• Arthur Bliss
  • The Women of Yueh (1923)

  • Chester Music Ltd (World)
  • 1111/0000/perc/str(1.1.1.1.1)
  • soprano
  • 8 min
  • Li Po, trans. Shigeyoshi Obata

Programme Note


In Britain around the 1920s an increasing number of composers who wished to set poetic texts to music broke away from the traditional song formula of voice and piano and explored other instrumental combinations. The stimulus to do so probably came from four sources: first, from the example set by French composers, particularly Ravel, whose influence on Sir Arthur Bliss was acknowledged by him and is obvious in Madam Noy (1918); second, from the growing awareness of popular music's vitality, particularly that of jazz; third, from a fascination with oriental music and its timbres, reflected in Bliss's The Women of Yueh (1923); and last, from a desire, and perhaps the need, to re-think the thitherto popular concert genre of the song or scena for voice and orchestra along less grandiose and more economical lines.

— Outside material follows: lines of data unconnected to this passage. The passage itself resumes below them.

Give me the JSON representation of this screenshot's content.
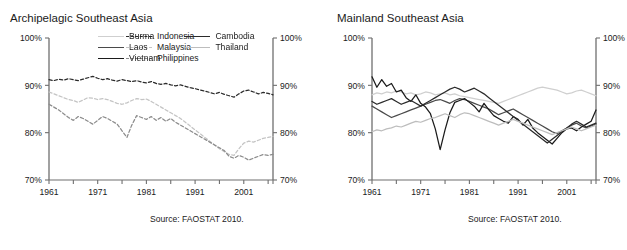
{
  "figure": {
    "cut_top_text": "",
    "source_note": "Source: FAOSTAT 2010."
  },
  "panels": [
    {
      "id": "archipelagic",
      "title": "Archipelagic Southeast Asia",
      "source": "Source: FAOSTAT 2010.",
      "legend_columns": [
        [
          {
            "name": "Indonesia",
            "color": "#2b2b2b",
            "style": "dashed"
          },
          {
            "name": "Malaysia",
            "color": "#c4c4c4",
            "style": "dashed"
          },
          {
            "name": "Philippines",
            "color": "#8c8c8c",
            "style": "dashed"
          }
        ]
      ]
    },
    {
      "id": "mainland",
      "title": "Mainland Southeast Asia",
      "source": "Source: FAOSTAT 2010.",
      "legend_columns": [
        [
          {
            "name": "Burma",
            "color": "#cfcfcf",
            "style": "solid"
          },
          {
            "name": "Laos",
            "color": "#4a4a4a",
            "style": "solid"
          },
          {
            "name": "Vietnam",
            "color": "#1b1b1b",
            "style": "solid"
          }
        ],
        [
          {
            "name": "Cambodia",
            "color": "#2b2b2b",
            "style": "solid"
          },
          {
            "name": "Thailand",
            "color": "#bdbdbd",
            "style": "solid"
          }
        ]
      ]
    }
  ],
  "chart_data": [
    {
      "type": "line",
      "title": "Archipelagic Southeast Asia",
      "xlabel": "",
      "ylabel": "",
      "xlim": [
        1961,
        2007
      ],
      "ylim": [
        70,
        100
      ],
      "yticks": [
        70,
        80,
        90,
        100
      ],
      "ytick_labels": [
        "70%",
        "80%",
        "90%",
        "100%"
      ],
      "xticks": [
        1961,
        1971,
        1981,
        1991,
        2001
      ],
      "xtick_labels": [
        "1961",
        "1971",
        "1981",
        "1991",
        "2001"
      ],
      "x": [
        1961,
        1962,
        1963,
        1964,
        1965,
        1966,
        1967,
        1968,
        1969,
        1970,
        1971,
        1972,
        1973,
        1974,
        1975,
        1976,
        1977,
        1978,
        1979,
        1980,
        1981,
        1982,
        1983,
        1984,
        1985,
        1986,
        1987,
        1988,
        1989,
        1990,
        1991,
        1992,
        1993,
        1994,
        1995,
        1996,
        1997,
        1998,
        1999,
        2000,
        2001,
        2002,
        2003,
        2004,
        2005,
        2006,
        2007
      ],
      "grid": false,
      "legend_position": "upper-center",
      "dual_y_axis": true,
      "series": [
        {
          "name": "Indonesia",
          "color": "#2b2b2b",
          "style": "dashed",
          "values": [
            91.2,
            91.0,
            91.3,
            91.1,
            91.4,
            91.2,
            91.0,
            91.3,
            91.6,
            91.9,
            91.5,
            91.2,
            91.4,
            91.1,
            90.9,
            91.2,
            91.0,
            90.8,
            91.0,
            90.7,
            90.5,
            90.8,
            90.4,
            90.2,
            90.4,
            90.1,
            89.9,
            90.1,
            89.8,
            89.5,
            89.3,
            89.0,
            88.8,
            88.5,
            88.2,
            88.5,
            88.1,
            87.8,
            87.5,
            88.2,
            88.8,
            89.0,
            88.6,
            88.2,
            88.5,
            88.3,
            88.0
          ]
        },
        {
          "name": "Malaysia",
          "color": "#c4c4c4",
          "style": "dashed",
          "values": [
            88.6,
            88.2,
            87.8,
            87.4,
            87.0,
            86.8,
            86.4,
            86.9,
            87.4,
            87.3,
            87.0,
            87.2,
            87.0,
            86.6,
            86.2,
            86.0,
            86.3,
            86.8,
            87.2,
            87.0,
            87.1,
            86.6,
            86.0,
            85.4,
            84.8,
            84.2,
            83.6,
            83.0,
            82.2,
            81.4,
            80.6,
            79.8,
            79.0,
            78.2,
            77.4,
            76.6,
            76.0,
            75.4,
            75.2,
            76.6,
            77.8,
            78.2,
            78.0,
            78.4,
            78.8,
            79.0,
            79.2
          ]
        },
        {
          "name": "Philippines",
          "color": "#8c8c8c",
          "style": "dashed",
          "values": [
            86.0,
            85.4,
            84.8,
            84.0,
            83.2,
            82.6,
            83.4,
            83.0,
            82.4,
            81.8,
            82.6,
            83.4,
            83.0,
            82.4,
            81.8,
            80.4,
            79.0,
            81.6,
            83.6,
            83.2,
            82.8,
            83.4,
            82.6,
            83.2,
            82.4,
            83.0,
            82.2,
            81.6,
            81.0,
            80.4,
            79.8,
            79.2,
            78.6,
            78.0,
            77.4,
            76.8,
            76.2,
            75.0,
            74.6,
            75.2,
            74.8,
            74.2,
            74.6,
            75.0,
            75.4,
            75.2,
            75.4
          ]
        }
      ]
    },
    {
      "type": "line",
      "title": "Mainland Southeast Asia",
      "xlabel": "",
      "ylabel": "",
      "xlim": [
        1961,
        2007
      ],
      "ylim": [
        70,
        100
      ],
      "yticks": [
        70,
        80,
        90,
        100
      ],
      "ytick_labels": [
        "70%",
        "80%",
        "90%",
        "100%"
      ],
      "xticks": [
        1961,
        1971,
        1981,
        1991,
        2001
      ],
      "xtick_labels": [
        "1961",
        "1971",
        "1981",
        "1991",
        "2001"
      ],
      "x": [
        1961,
        1962,
        1963,
        1964,
        1965,
        1966,
        1967,
        1968,
        1969,
        1970,
        1971,
        1972,
        1973,
        1974,
        1975,
        1976,
        1977,
        1978,
        1979,
        1980,
        1981,
        1982,
        1983,
        1984,
        1985,
        1986,
        1987,
        1988,
        1989,
        1990,
        1991,
        1992,
        1993,
        1994,
        1995,
        1996,
        1997,
        1998,
        1999,
        2000,
        2001,
        2002,
        2003,
        2004,
        2005,
        2006,
        2007
      ],
      "grid": false,
      "legend_position": "upper-center",
      "dual_y_axis": true,
      "series": [
        {
          "name": "Burma",
          "color": "#cfcfcf",
          "style": "solid",
          "values": [
            88.0,
            88.4,
            88.2,
            88.6,
            88.4,
            88.8,
            88.6,
            88.2,
            88.4,
            88.0,
            88.2,
            88.6,
            88.4,
            88.0,
            88.2,
            88.4,
            88.0,
            88.2,
            87.8,
            87.6,
            87.4,
            87.2,
            87.0,
            86.8,
            86.6,
            86.4,
            86.2,
            86.6,
            87.0,
            87.4,
            87.8,
            88.2,
            88.6,
            89.0,
            89.4,
            89.6,
            89.4,
            89.2,
            89.0,
            88.6,
            88.2,
            88.4,
            88.8,
            89.0,
            88.6,
            88.2,
            87.8
          ]
        },
        {
          "name": "Laos",
          "color": "#4a4a4a",
          "style": "solid",
          "values": [
            85.6,
            85.0,
            84.4,
            83.8,
            83.2,
            83.6,
            84.0,
            84.4,
            84.8,
            85.2,
            85.6,
            86.0,
            86.4,
            86.8,
            87.0,
            86.6,
            86.2,
            86.8,
            87.2,
            87.0,
            86.6,
            86.2,
            85.8,
            85.4,
            85.0,
            84.4,
            83.8,
            84.2,
            84.6,
            85.0,
            84.4,
            83.8,
            83.2,
            82.6,
            82.0,
            81.4,
            80.8,
            80.2,
            79.8,
            80.4,
            81.0,
            81.6,
            82.0,
            81.4,
            81.0,
            81.4,
            81.8
          ]
        },
        {
          "name": "Vietnam",
          "color": "#1b1b1b",
          "style": "solid",
          "values": [
            91.8,
            89.6,
            91.2,
            89.8,
            90.4,
            88.6,
            89.0,
            87.4,
            86.6,
            88.0,
            86.2,
            85.4,
            84.0,
            80.8,
            76.4,
            80.6,
            84.2,
            86.4,
            86.8,
            87.2,
            86.4,
            85.6,
            84.4,
            86.2,
            84.8,
            83.6,
            83.0,
            82.4,
            82.0,
            83.4,
            82.8,
            81.6,
            82.8,
            81.0,
            80.0,
            79.2,
            78.4,
            77.6,
            78.8,
            80.0,
            80.8,
            81.0,
            80.4,
            81.2,
            81.8,
            82.4,
            84.8
          ]
        },
        {
          "name": "Cambodia",
          "color": "#2b2b2b",
          "style": "solid",
          "values": [
            86.6,
            86.0,
            86.4,
            86.8,
            87.2,
            86.6,
            86.0,
            86.4,
            86.8,
            86.2,
            85.6,
            86.2,
            86.8,
            87.4,
            88.0,
            88.6,
            89.2,
            89.6,
            89.2,
            88.6,
            89.0,
            89.4,
            88.8,
            88.2,
            87.4,
            86.6,
            85.8,
            85.0,
            84.2,
            83.4,
            82.6,
            81.8,
            81.0,
            80.2,
            79.4,
            78.6,
            77.8,
            78.6,
            79.4,
            80.2,
            81.0,
            81.8,
            82.4,
            81.8,
            81.2,
            81.6,
            82.0
          ]
        },
        {
          "name": "Thailand",
          "color": "#bdbdbd",
          "style": "solid",
          "values": [
            80.2,
            80.6,
            80.4,
            80.8,
            81.0,
            81.4,
            81.2,
            81.6,
            82.0,
            82.4,
            82.2,
            82.6,
            83.0,
            83.2,
            83.6,
            84.0,
            83.6,
            83.2,
            83.8,
            84.2,
            84.0,
            83.6,
            83.2,
            82.8,
            82.4,
            82.0,
            81.6,
            82.0,
            82.4,
            82.8,
            82.4,
            82.0,
            81.6,
            81.2,
            80.8,
            80.4,
            80.0,
            79.6,
            80.0,
            80.4,
            80.8,
            81.2,
            80.8,
            80.4,
            80.8,
            81.2,
            81.6
          ]
        }
      ]
    }
  ]
}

Bliss wrote a number or works in which voice and instruments mingled, including the wordless Rhapsody and Rout of 1919 and a concerto (now lost in this version) for wordless tenor, piano, strings and percussion. Madam Noy, 'a witchery song', the first of these works composed on Bliss's return from the war, at least has a text by E H W Meyerstein but it is a whimsical one, with the emphasis on effect. In The Women of Yueh the five vignettes are built on verses by the Chinese poet Li Po. This work was written for the League of Composers in America at the invitation of Varese and Salzedo, and performed in New York in November 1923.